How to keep your skills sharp as an AI-assisted developer
By thinking about how and where you use AI, practicing critical thinking, and using other techniques, you can help avoid AI-induced skills decline.
Dec 8, 2025 • 4 Minute Read
You’re using an LLM to help you create amazing things. Your prompts are on point, you’re spending very little time debugging, and everyone’s pleased with your output. Because it’s doing a good job, you get the LLM to do some more of the work.
One day, you look at the code. The programming language you once recognized is now like alien script, with logic, methods, and features you don’t recognize. And grudgingly, you say to yourself:
“I have no idea what’s going on here.”
Welcome to AI-induced skills decay.
What is AI-induced skills decay?
AI-induced skills decay is when an individual over-uses AI to the point they do not maintain or advance their skills. This typically happens when someone is not applying their skills through hands-on application or engaging in continuous learning and upskilling.

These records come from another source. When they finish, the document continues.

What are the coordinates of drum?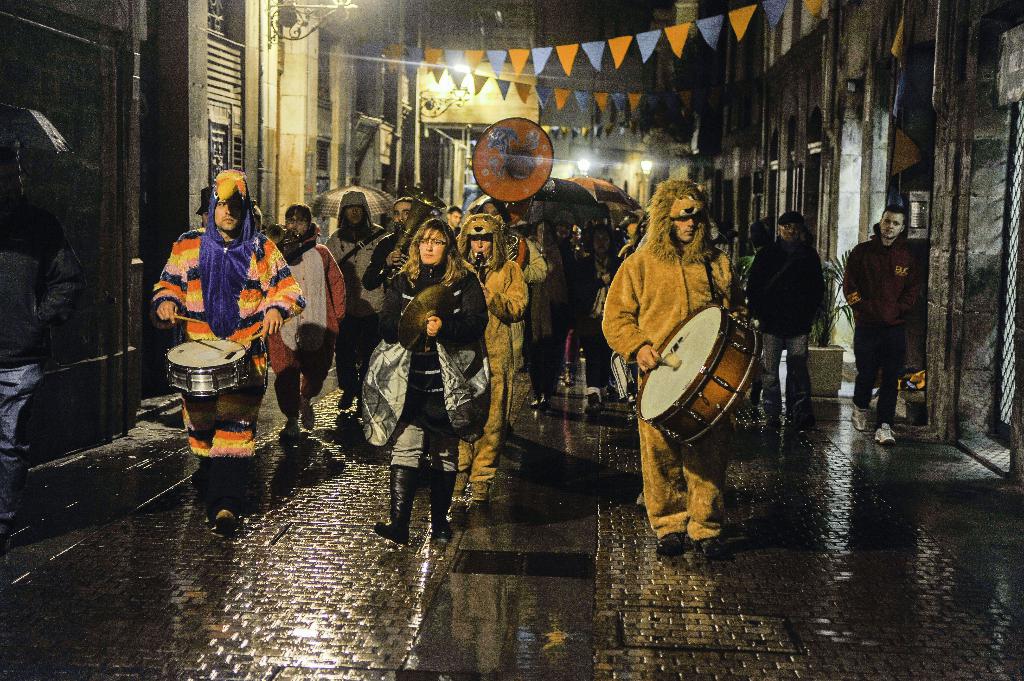
[x1=164, y1=340, x2=255, y2=394].
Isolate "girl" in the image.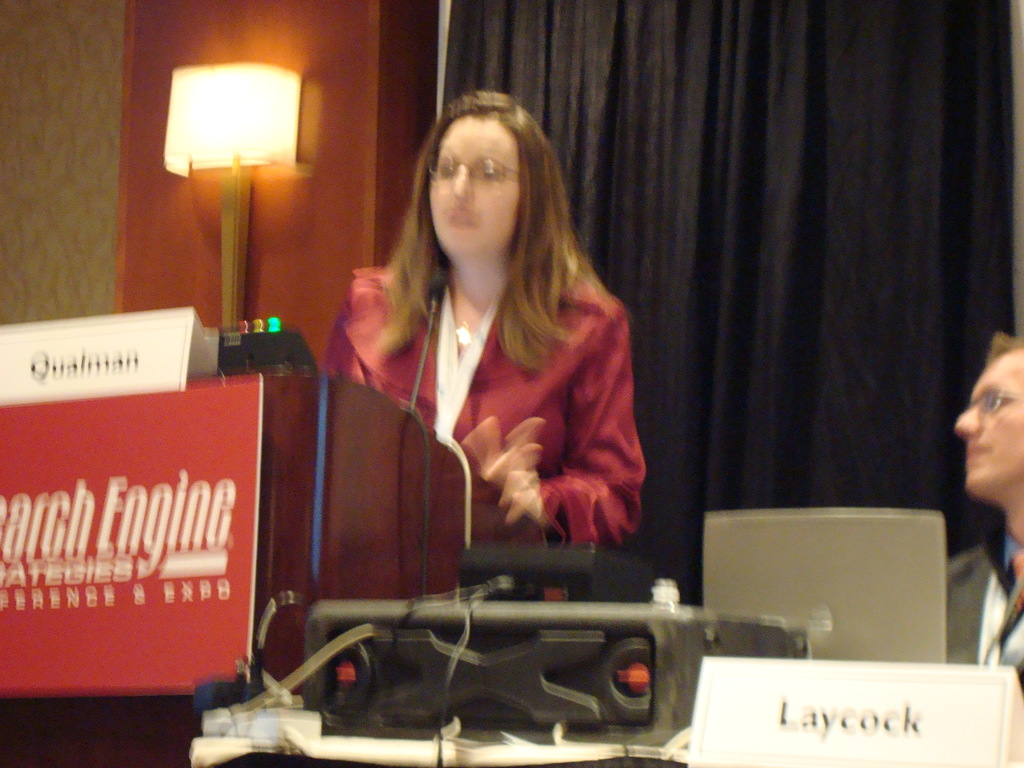
Isolated region: 950, 333, 1023, 715.
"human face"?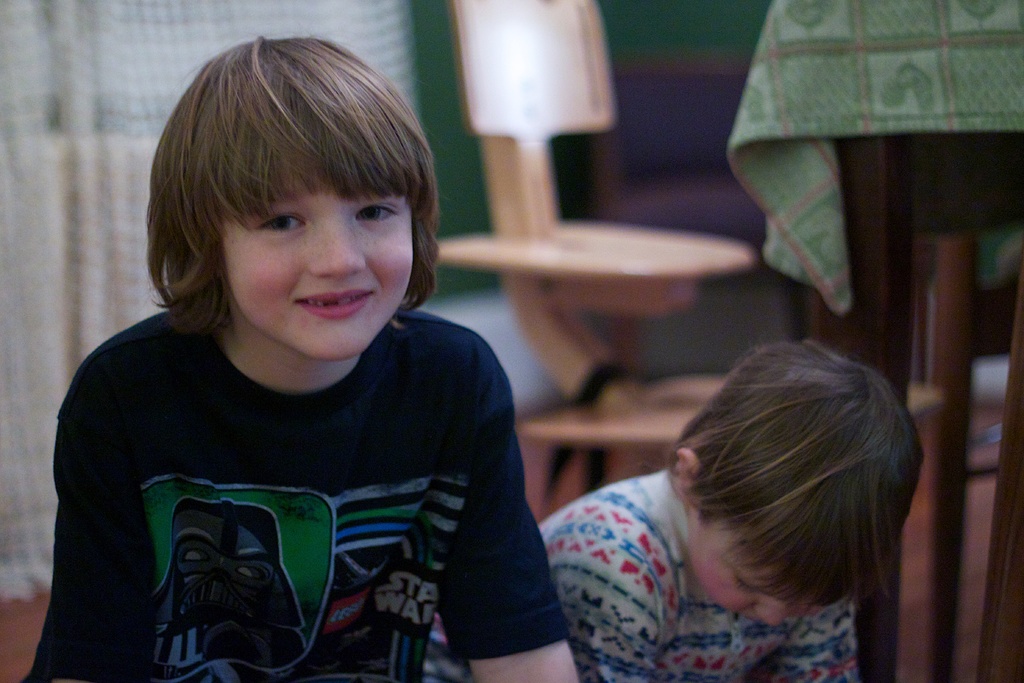
<box>220,183,413,366</box>
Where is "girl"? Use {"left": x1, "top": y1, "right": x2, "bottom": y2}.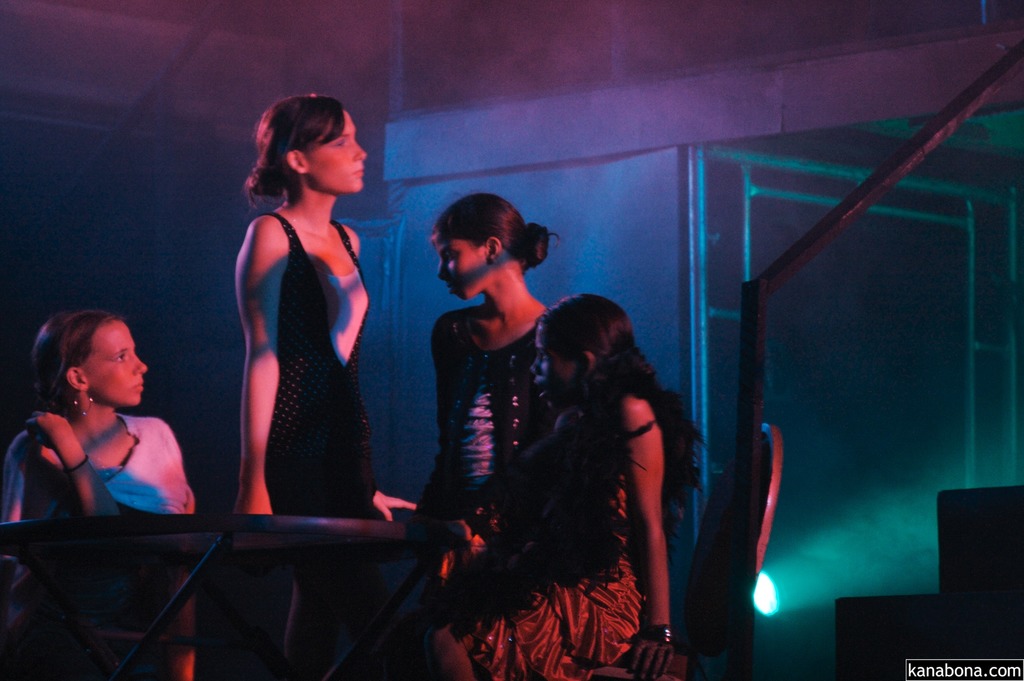
{"left": 234, "top": 85, "right": 419, "bottom": 680}.
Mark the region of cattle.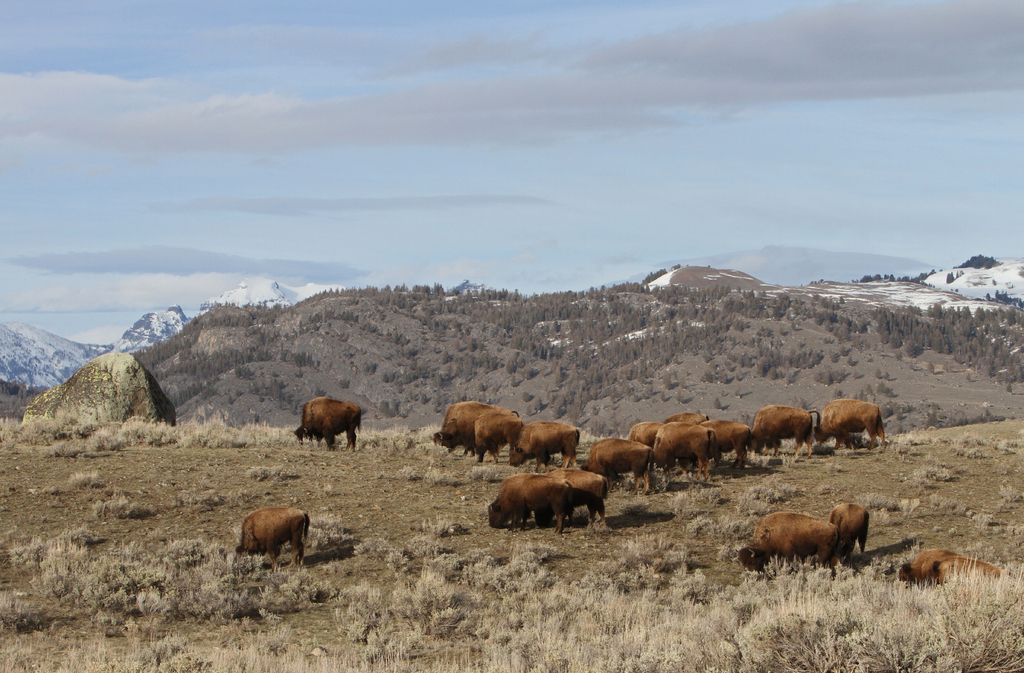
Region: l=698, t=419, r=746, b=465.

For entry-level or junior developers using AI excessively, these foundational technical skills might not get developed to begin with.

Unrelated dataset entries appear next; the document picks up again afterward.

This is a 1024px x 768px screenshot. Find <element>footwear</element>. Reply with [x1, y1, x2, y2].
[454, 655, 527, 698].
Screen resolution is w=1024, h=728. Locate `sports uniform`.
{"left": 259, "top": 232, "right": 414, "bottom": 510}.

What are the consequences of AI-induced skills decay?
When your skills have slipped (or not developed) due to over-reliance on AI, you’re essentially giving the AI a free pass to operate unchecked. This can result in:
Code quality issues
Increased technical debt
Lack of visibility
Code review challenges
Security vulnerabilities (unsafe dependencies, data leaks, etc.)
Compliance and IP infringement
How to keep your skills sharp and mitigate AI-induced skills decay
1. Think about where AI use is going to be beneficial first
Decide where you’re going to use AI based on the value it provides, rather than trying to use AI for every task by default. If you’re working in a dev team, this should ideally be directed from the top down, so ask for guidance on what areas are appropriate for AI use (e.g. “Speeding up writing documentation,” “Refactoring code”) and which need human expertise.
2. Have a clear idea of what you want the AI to produce before prompting
This is just good prompt engineering for development, really. Ask for modular, specific chunks of code, as this helps reduce the chance of you getting AI slop, puts you in the architecting mindset, and means you’re still trying to understand and guide what’s going on.
3. Practice critical thinking and System 2 thinking
Read up on critical thinking and System 2 thinking, which are techniques for going over your work in a slow, logical way. These are great techniques for thinking through what you’re making at a wider level, as well as catching code quality issues and security issues.
4. When you see something unfamiliar, learn what it is
As you’re going through AI output, if you notice a method or reference you’ve never seen before, go learn about it! There might have been a new update to a framework that’s worth learning about, or the tool you’re using could be making things up, which is also worth fixing.
5. Ask for or create dedicated learning time, then use it regularly
Finding time to learn is a pain, but it starts by advocating for it. Block off time in your calendar and spend this learning about new tools, techniques, and frameworks, or keeping up to date with the ones you already know.
Throw together some side projects, watch online tutorials, and learn about new features you could explore. You’ll probably discover tricks that the AI doesn’t “know” yet, which can help you guide it in the right direction on top of keeping your skills sharp.
6. Refactor, don’t assume perfection
Every dev knows that you can solve a problem in many different ways, but many ways are sub-optimal. For example you could create a library management system that didn’t use functions at all, but that would be an awful idea.
AI is very bad at suggesting optimal solutions, and this provides you with an opportunity to keep your skills current by whipping its work into shape. Actively ask yourself if what it produces is the best possible solution, then modify it accordingly, taking into account the wider ecosystem you’re working in. Focus on good work, not just fast work and code that’s “good enough.”
7. Study and apply secure coding best practices
Over 40% of LLM-generated code contains security flaws, so studying and taking Security+ or the upcoming SecurityAI+ can be beneficial, as well as training in secure coding best practices and tools (e.g. SAST, DAST, IAST, SCA, RASP).
Conclusion
If you’re doing most of the above already, like critically evaluating AI output, refactoring what it produces, and applying best practices, congratulations!
Keeping your tech skills current is very much a case of “use it or lose it.” Make the time to learn new things, use AI where it makes sense, and always question its output. It’s far easier to avoid losing your skills bit by bit, and being a continuous learner is typically a positive trait that leaders look for when it comes to hiring, recognition, and rewards.